C ecosystem analyzer for AttackMap.
C is more fragmented than language-specific ecosystems — there's no dominant web framework, and routing patterns vary widely. This analyzer captures what regex can reach reliably from common third-party libraries.
- Web frameworks — civetweb (
mg_set_request_handlerextracts routes), libmicrohttpd (MHD_start_daemonentrypoint), mongoose (mg_http_listenentrypoint +mg_http_match_uripseudo-routes), libonion (onion_url_addroutes) - HTTP clients (external calls) — libcurl (
curl_easy_setopt(handle, CURLOPT_URL, "...")URL string literals) - Databases — sqlite3 (
sqlite3_open*), libpq (PQconnectdb*,PQsetdbLogin), MySQL/MariaDB C client (mysql_real_connect,mariadb_real_connect), hiredis (redisConnect*), MongoDB C driver (mongoc_client_new) - Auth/crypto — OpenSSL (TLS context, EVP cipher, RAND), mbedTLS (SSL/X.509), libsodium (
crypto_pwhash,crypto_secretbox,crypto_aead_*), Argon2 reference impl (argon2id_hash_*), bcrypt-c, scrypt, JWT C libraries (jwt_encode,jwt_decode) - Secrets —
getenv,secure_getenv,getenv_swith secret-shaped names (*SECRET*,*TOKEN*,*KEY*,*PASSWORD*,*PASS*,*PWD*) - Service hints — project name from
CMakeLists.txt(project(NAME ...))
All emissions populate AttackMap's Signal v2 fields (line numbers + evidence snippets + confidence) so downstream insights can cite path/to/file.c:NN.

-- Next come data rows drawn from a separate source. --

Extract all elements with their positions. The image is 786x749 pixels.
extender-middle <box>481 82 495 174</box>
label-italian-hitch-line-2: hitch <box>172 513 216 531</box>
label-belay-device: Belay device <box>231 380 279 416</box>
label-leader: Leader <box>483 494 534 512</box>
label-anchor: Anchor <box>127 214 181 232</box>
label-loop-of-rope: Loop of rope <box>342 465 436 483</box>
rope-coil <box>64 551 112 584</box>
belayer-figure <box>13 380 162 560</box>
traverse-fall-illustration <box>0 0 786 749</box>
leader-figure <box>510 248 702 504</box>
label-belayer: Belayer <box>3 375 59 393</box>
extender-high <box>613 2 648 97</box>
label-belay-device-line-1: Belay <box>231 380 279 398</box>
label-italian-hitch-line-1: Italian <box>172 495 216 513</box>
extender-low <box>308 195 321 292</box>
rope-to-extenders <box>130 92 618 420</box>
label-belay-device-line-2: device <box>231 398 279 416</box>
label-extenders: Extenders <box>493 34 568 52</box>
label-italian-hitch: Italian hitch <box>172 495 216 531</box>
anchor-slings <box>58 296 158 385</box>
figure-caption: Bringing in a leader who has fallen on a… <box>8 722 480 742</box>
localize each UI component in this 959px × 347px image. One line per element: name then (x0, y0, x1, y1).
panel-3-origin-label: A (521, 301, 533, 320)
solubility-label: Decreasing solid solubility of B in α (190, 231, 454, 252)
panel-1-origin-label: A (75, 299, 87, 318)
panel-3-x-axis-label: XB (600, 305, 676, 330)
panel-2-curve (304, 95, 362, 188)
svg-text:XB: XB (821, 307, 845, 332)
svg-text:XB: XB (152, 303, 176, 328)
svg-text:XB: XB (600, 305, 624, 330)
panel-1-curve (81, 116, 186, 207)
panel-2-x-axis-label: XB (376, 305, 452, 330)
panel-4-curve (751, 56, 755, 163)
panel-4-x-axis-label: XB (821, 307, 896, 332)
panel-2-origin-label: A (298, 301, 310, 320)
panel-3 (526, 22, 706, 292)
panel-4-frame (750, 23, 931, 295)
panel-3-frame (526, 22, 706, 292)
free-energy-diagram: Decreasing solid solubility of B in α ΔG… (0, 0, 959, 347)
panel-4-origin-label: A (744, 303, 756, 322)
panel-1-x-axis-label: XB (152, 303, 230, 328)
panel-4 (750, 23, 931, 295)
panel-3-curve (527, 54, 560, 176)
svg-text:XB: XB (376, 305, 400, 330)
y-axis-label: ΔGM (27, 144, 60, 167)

pip install git+https://github.com/mlaify/attackmap-analyzer-c.gitThe analyzer is auto-discovered by AttackMap via the attackmap.analyzers entry-point group.

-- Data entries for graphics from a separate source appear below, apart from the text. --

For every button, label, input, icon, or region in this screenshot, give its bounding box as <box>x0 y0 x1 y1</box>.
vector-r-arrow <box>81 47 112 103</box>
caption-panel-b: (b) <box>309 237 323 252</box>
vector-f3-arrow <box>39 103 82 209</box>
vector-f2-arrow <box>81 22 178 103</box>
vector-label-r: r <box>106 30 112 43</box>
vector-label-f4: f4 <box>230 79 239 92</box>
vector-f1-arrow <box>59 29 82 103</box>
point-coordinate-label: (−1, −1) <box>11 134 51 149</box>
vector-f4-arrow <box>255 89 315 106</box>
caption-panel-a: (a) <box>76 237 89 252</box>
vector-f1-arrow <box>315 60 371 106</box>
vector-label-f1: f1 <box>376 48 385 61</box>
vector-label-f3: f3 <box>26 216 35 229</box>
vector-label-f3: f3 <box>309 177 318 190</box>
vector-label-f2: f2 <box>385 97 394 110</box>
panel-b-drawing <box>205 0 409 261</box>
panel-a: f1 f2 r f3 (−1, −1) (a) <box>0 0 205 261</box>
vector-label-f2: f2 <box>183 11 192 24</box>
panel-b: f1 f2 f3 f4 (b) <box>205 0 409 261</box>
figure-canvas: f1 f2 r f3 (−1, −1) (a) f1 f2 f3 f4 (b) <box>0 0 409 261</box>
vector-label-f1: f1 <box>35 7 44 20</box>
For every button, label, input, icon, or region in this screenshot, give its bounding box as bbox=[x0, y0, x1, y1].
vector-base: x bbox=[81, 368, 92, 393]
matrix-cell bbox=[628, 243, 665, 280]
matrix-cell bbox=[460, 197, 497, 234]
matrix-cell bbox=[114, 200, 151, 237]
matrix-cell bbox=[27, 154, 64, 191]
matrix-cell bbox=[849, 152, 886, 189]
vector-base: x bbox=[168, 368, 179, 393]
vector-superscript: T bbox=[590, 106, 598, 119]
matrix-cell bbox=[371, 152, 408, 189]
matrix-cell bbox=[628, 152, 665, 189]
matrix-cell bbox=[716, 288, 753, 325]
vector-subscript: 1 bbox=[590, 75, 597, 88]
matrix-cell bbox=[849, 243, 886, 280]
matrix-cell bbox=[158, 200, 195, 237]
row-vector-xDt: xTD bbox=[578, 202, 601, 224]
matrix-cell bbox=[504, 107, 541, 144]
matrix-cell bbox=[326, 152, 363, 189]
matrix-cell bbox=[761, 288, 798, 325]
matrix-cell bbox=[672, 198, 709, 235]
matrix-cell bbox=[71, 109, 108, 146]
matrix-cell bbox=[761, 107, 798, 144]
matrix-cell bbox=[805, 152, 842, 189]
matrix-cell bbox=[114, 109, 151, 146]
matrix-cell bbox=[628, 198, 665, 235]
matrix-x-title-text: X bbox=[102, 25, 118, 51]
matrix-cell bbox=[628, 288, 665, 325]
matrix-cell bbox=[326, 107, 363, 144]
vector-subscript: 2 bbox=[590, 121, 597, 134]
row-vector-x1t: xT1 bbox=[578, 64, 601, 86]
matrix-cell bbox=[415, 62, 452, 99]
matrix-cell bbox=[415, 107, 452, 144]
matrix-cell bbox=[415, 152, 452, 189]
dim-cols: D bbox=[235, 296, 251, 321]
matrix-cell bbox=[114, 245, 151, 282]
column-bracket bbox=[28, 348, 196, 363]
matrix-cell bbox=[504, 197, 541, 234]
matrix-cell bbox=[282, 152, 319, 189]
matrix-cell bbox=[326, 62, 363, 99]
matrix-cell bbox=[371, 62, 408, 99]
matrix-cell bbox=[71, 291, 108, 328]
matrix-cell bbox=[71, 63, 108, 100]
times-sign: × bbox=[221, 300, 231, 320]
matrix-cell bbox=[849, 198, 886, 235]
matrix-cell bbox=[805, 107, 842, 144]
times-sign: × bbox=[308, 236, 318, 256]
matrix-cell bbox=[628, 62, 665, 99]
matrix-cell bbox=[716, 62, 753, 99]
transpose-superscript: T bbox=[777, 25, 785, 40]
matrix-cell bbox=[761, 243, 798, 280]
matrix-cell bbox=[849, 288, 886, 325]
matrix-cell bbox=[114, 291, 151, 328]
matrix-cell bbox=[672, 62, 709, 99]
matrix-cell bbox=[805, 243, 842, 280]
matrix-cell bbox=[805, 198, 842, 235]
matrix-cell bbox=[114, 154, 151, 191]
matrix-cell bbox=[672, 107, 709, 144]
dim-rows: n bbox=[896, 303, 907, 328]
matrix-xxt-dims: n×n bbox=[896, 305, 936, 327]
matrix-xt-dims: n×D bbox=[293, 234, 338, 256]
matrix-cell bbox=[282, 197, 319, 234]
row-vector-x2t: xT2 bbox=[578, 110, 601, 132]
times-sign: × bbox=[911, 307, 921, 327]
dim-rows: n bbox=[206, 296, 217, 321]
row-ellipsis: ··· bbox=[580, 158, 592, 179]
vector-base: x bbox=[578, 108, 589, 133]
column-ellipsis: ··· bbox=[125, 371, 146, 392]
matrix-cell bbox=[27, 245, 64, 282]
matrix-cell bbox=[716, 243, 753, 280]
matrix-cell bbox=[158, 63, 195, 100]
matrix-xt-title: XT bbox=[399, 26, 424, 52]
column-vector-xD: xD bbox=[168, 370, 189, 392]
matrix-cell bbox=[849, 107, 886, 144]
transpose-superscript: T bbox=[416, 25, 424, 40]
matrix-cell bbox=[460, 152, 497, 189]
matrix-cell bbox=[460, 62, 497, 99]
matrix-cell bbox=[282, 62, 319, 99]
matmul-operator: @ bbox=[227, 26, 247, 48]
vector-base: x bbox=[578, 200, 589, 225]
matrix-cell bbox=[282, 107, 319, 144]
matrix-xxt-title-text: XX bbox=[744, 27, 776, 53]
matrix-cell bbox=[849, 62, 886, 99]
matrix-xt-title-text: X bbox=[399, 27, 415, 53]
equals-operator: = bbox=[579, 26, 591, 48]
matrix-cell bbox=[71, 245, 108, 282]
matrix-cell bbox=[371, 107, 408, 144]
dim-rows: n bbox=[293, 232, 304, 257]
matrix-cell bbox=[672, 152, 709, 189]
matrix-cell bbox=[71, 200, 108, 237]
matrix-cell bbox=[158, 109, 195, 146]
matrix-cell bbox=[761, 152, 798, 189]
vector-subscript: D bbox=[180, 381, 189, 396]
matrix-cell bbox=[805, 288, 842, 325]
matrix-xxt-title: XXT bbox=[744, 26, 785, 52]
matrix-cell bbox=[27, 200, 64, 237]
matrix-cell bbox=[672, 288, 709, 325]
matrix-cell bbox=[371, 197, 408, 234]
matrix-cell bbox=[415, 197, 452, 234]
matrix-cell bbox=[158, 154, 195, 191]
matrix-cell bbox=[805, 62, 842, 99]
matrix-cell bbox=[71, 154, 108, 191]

# Auto-discovered when installed:
attackmap analyze /path/to/c/repo
# Or invoke explicitly:
attackmap analyze /path/to/c/repo --module cdetect() returns true when any .c or .h file is present in the tree, ignoring build/, .git/, _deps/, third_party/, vendor/, external/, .cache/, out/, and node_modules/. A CMakeLists.txt alongside .cpp files (and no .c files) is not claimed by this analyzer — that's the C++ analyzer's territory.
- Marked experimental: regex-based extraction in C has more false positives than language-with-strict-imports analyzers. Keep the confidence-tier model in mind when consuming output (0.6 keyword sweeps vs. 0.85+ canonical function-name hits).

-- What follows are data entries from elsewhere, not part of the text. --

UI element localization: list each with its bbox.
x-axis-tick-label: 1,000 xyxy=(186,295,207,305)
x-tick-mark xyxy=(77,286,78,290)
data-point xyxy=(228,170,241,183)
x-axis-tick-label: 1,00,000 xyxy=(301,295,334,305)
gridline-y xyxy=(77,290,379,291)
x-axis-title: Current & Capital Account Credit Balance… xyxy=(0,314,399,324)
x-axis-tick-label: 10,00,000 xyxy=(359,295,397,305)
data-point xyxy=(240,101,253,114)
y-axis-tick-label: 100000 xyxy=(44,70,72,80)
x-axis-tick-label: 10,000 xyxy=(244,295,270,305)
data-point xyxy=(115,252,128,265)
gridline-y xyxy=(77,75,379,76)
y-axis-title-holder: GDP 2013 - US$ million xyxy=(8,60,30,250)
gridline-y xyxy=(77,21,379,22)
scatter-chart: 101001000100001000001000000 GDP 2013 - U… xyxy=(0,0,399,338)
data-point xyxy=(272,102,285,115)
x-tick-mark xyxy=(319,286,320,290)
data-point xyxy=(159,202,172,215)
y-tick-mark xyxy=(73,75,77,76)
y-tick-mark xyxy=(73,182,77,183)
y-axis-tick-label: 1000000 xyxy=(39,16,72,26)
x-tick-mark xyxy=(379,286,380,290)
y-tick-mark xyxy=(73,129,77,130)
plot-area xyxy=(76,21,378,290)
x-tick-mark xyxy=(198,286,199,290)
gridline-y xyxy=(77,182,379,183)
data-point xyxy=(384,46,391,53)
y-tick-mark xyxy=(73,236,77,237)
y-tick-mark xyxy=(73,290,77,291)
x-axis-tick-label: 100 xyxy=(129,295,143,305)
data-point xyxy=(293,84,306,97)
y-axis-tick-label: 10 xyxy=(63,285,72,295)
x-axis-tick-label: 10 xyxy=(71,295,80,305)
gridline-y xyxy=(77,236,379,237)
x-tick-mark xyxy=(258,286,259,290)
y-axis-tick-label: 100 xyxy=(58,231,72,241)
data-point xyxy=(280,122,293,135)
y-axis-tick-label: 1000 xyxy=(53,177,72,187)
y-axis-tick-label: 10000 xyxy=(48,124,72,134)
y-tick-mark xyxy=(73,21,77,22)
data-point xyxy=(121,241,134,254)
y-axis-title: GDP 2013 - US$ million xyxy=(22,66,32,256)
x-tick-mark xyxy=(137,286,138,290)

- Routes: civetweb / mongoose / libonion all expose path strings explicitly in their routing API; libmicrohttpd does not (single-callback dispatch on
url). For libmicrohttpd, only the entrypoint is captured — per-route URLs would need to be regexed out ofif (strcmp(url, "/x") == 0)patterns inside the answer-callback. - HTTP method on routes: the C web frameworks covered here don't statically declare HTTP methods at registration time (handlers branch on method internally), so all routes are emitted with method
ANY. - OpenSSL EVP / RAND signals are confidence 0.8 — they're broad indicators of crypto usage but not strong defensive signals on their own.
- Authorization / Bearer / api_key keyword matches are tier-0.6 (low confidence). They're useful as supporting evidence for an auth posture, not as load-bearing.
- Hardcoded
#define JWT_SECRET "abc..."macros are not extracted — too noisy.getenv("JWT_SECRET")is the canonical pattern we rely on.